Jussie Smollett blamed Trump supporters for an attack that never happened.
A Florida cemetery was vandalized with Trump graffiti in March – and nobody noticed for two months until a reporter showed up with cameras last week.
Now the national media is framing it as a Trump supporter hate crime – with zero suspects, zero arrests, and zero evidence.
The One Detail Every National Outlet Buried
The Manatee County Sheriff's Office confirmed the vandalism happened "during or before March 2026."
That means this wasn't a recent crime when cameras showed up on May 14.
Think about what that means.
Old Memphis Cemetery is 122 years old and holds generations of black families from Palmetto's historic Memphis neighborhood.
The county has maintained it since 1988.
And for weeks, nobody – not the county, not regular visitors, nobody – spotted 17 smashed headstones and red spray paint covering burial vaults.
That detail alone should make every journalist pause before filing a story about politically motivated hate crimes.
None of them paused.
The Pattern the Media Never Learns From
Americans have been through this exact story before.
Over and over again.
A church organist in Bean Blossom, Indiana spray-painted "Heil Trump" and a swastika on his own congregation's walls in 2016 – and wrote in a confession that he wanted to "mobilize a movement."
A black churchgoer in Greenville, Mississippi burned his own church and left "Vote Trump" graffiti – producing national headlines blaming Trump supporters before investigators identified the arsonist as a church member.
A man in Southaven, Mississippi reported racist graffiti on his own cars – including Trump's name alongside racial slurs – before being arrested for insurance fraud and evidence tampering.
The pattern is documented, repeated, and completely ignored every single time a new story breaks.
Politically charged graffiti appears, media connects it to Trump before any suspect is identified, then either a hoax is exposed or the story quietly disappears with no one arrested.
The Palmetto cemetery story is in the "no one arrested" phase right now.
What the Investigation Actually Shows
Manatee County Sheriff's detectives have confirmed three things.

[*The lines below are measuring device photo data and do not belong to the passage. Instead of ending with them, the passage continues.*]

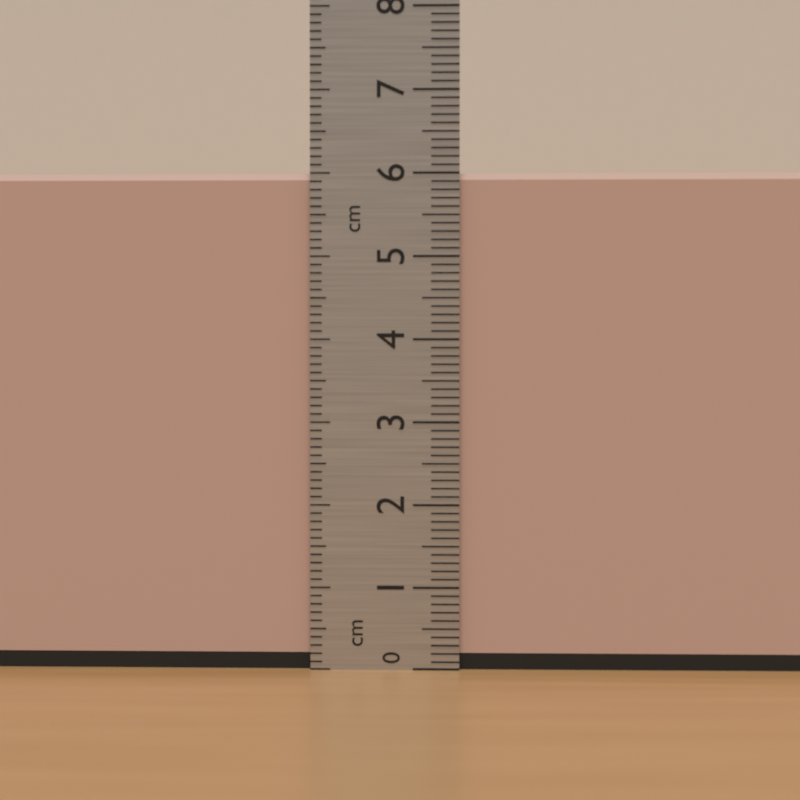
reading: 6.0 cm
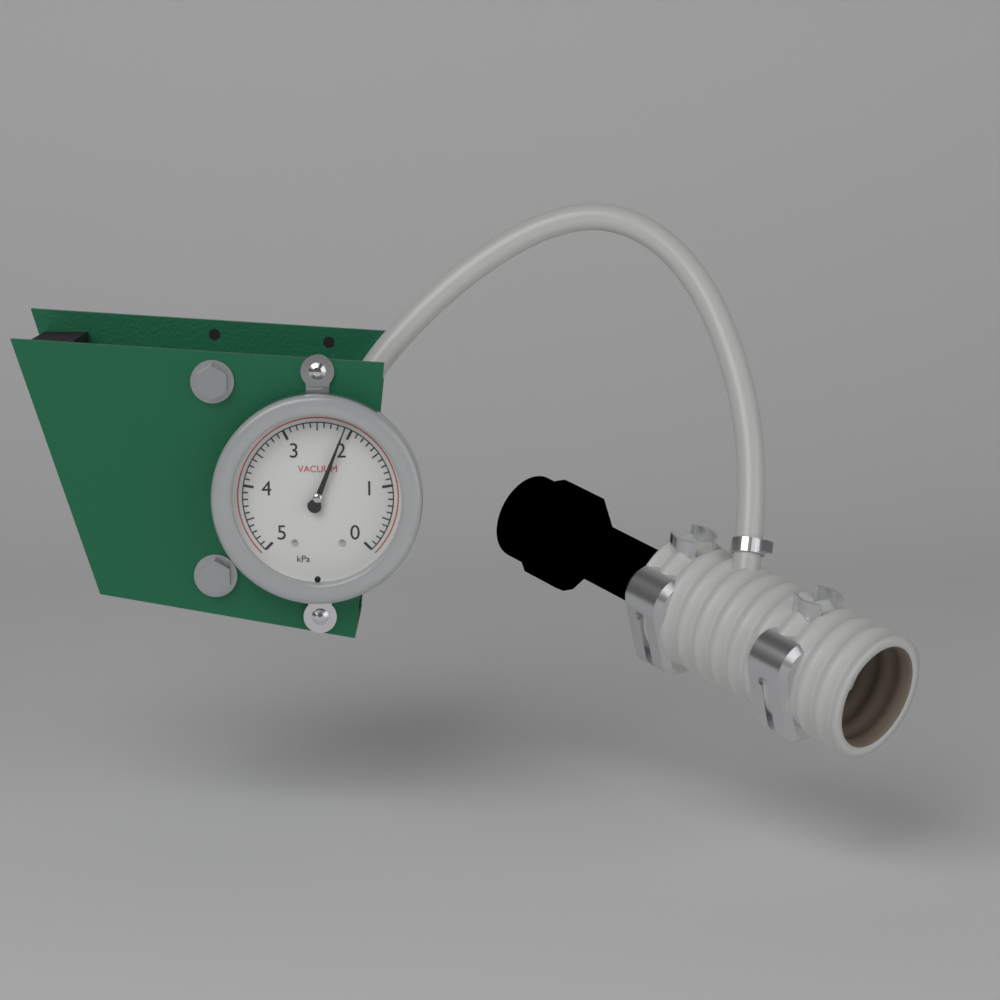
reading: 2.1 kPa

First: no human remains were disturbed.
Second: the damage includes smashed vault lids, broken concrete, toppled headstones, and red spray paint.
Third: they have no suspects.
Manatee County Commissioner Amanda Ballard – who called the scene "absolutely horrifying" – is moving to allocate $100,000 for fencing and security cameras at the site.

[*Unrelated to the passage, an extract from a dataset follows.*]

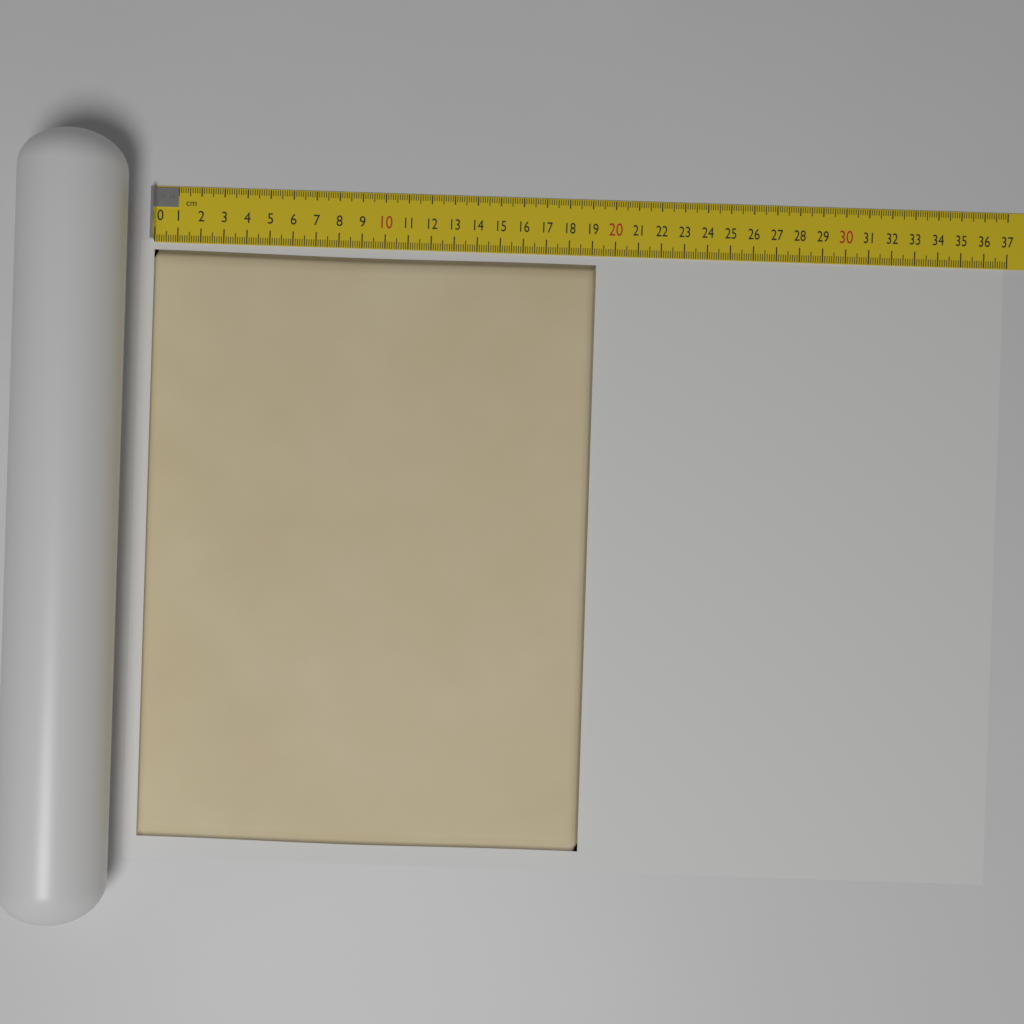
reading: 19.2 cm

A local concrete contractor named Chris Mullinax offered to replace every destroyed vault lid for free.
That's what right looks like from local officials.

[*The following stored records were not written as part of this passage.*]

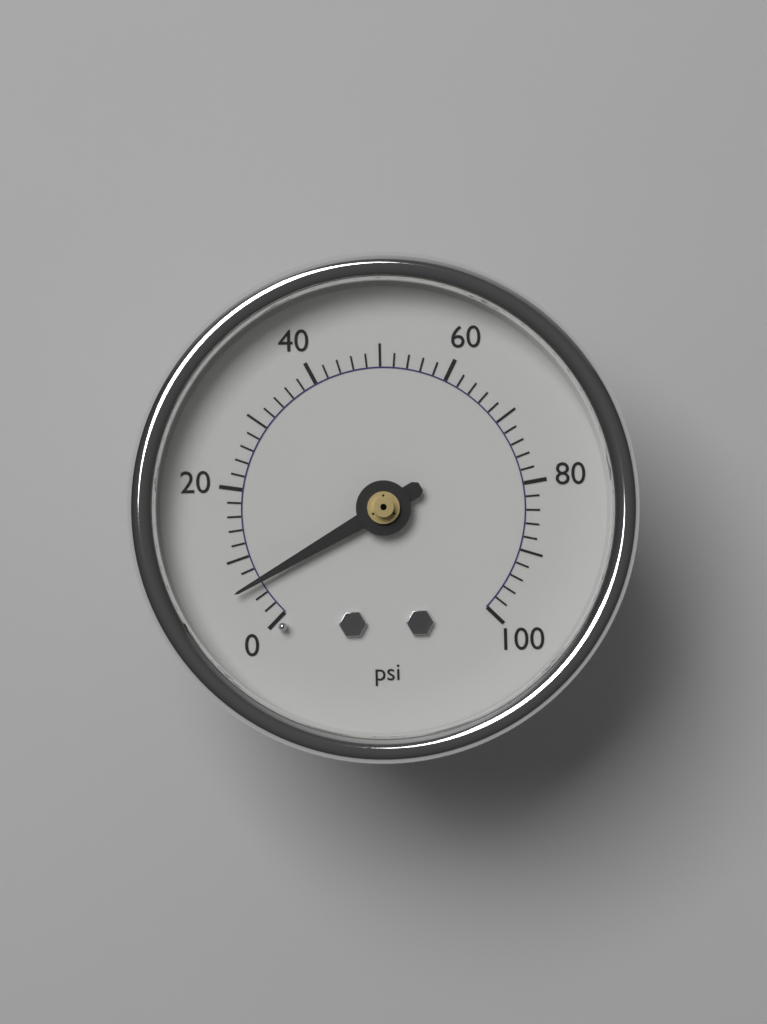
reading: 6 psi
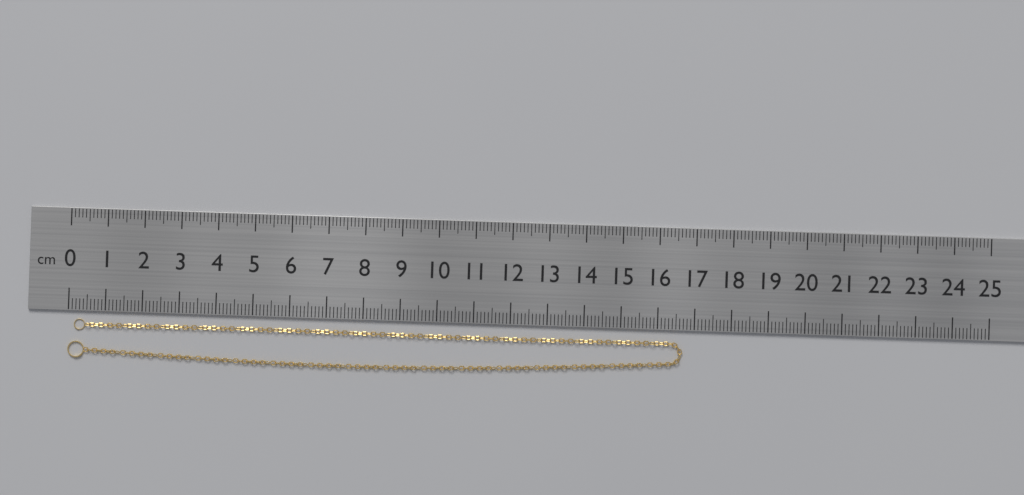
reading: 16.7 cm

What's not right is treating an unsolved crime with zero suspects as evidence of Trump supporters targeting a Black cemetery.
They could be Trump haters trying to manufacture outrage.
They could be random vandals who grabbed politically charged names to add shock value.
They could be someone with a personal grievance unrelated to national politics.
Nobody knows.
The $4,000 Question
CrimeStoppers of Manatee County is offering $3,000 for information leading to an arrest.
The Gold Star Club of Manatee County added another $1,000.
Four thousand dollars is sitting on the table for anyone who knows who actually did this.
That money is still unclaimed – after two months of the crime sitting undetected before it made national news.
https://twitter.com/bladevine/status/2054565361383547331?s=20
If a Trump supporter had smashed those graves, investigators would have a lead by now.
Among the families blindsided by the coverage was Edrena Love Freeman, who drove to the cemetery to check on her father's headstone – a Navy veteran of World War II, gone since 1970 – and found it had been moved.
The Miami Herald, Reuters, and CNN didn't wait for a single suspect before letting their audiences connect the dots.
They never do.
And when investigators finally catch whoever smashed those graves – a Trump-hating activist, a random drunk, a teenager with a spray can – those same outlets will bury the follow-up on page twelve.
That's the playbook.
You already know how it ends.
Sources:
- Manatee County Sheriff's Office, "Old Memphis Cemetery Vandalism Investigation," Official Statement, May 2026.
- Michael Moore Jr., "Trump and DeSantis Graffiti Among Vandalism at Historic Tampa Bay Area Cemetery," Miami Herald, May 14, 2026.
- WFLA News Staff, "17 Graves Vandalized at Palmetto Cemetery Known for Ties to Black Community," WFLA, May 13, 2026.
- WFLA News Staff, "Calls for Security Grow After 17 Graves Damaged at Historic Palmetto Cemetery," WFLA, May 15, 2026.
- Daily Signal Staff, "19 Hate Crimes in Trump Era That Were Hoaxes or Different Than Media Suggested," The Daily Signal, February 2019.
- Daily Caller Staff, "Yet Another Hate Crime Turns Out to Be a Hoax," The Daily Caller, May 4, 2017.
- The Blaze Staff, "It's Evil: Historic Cemetery Vandalized, Including Graffiti Reading Trump and Ron DeSantis," The Blaze, May 15, 2026.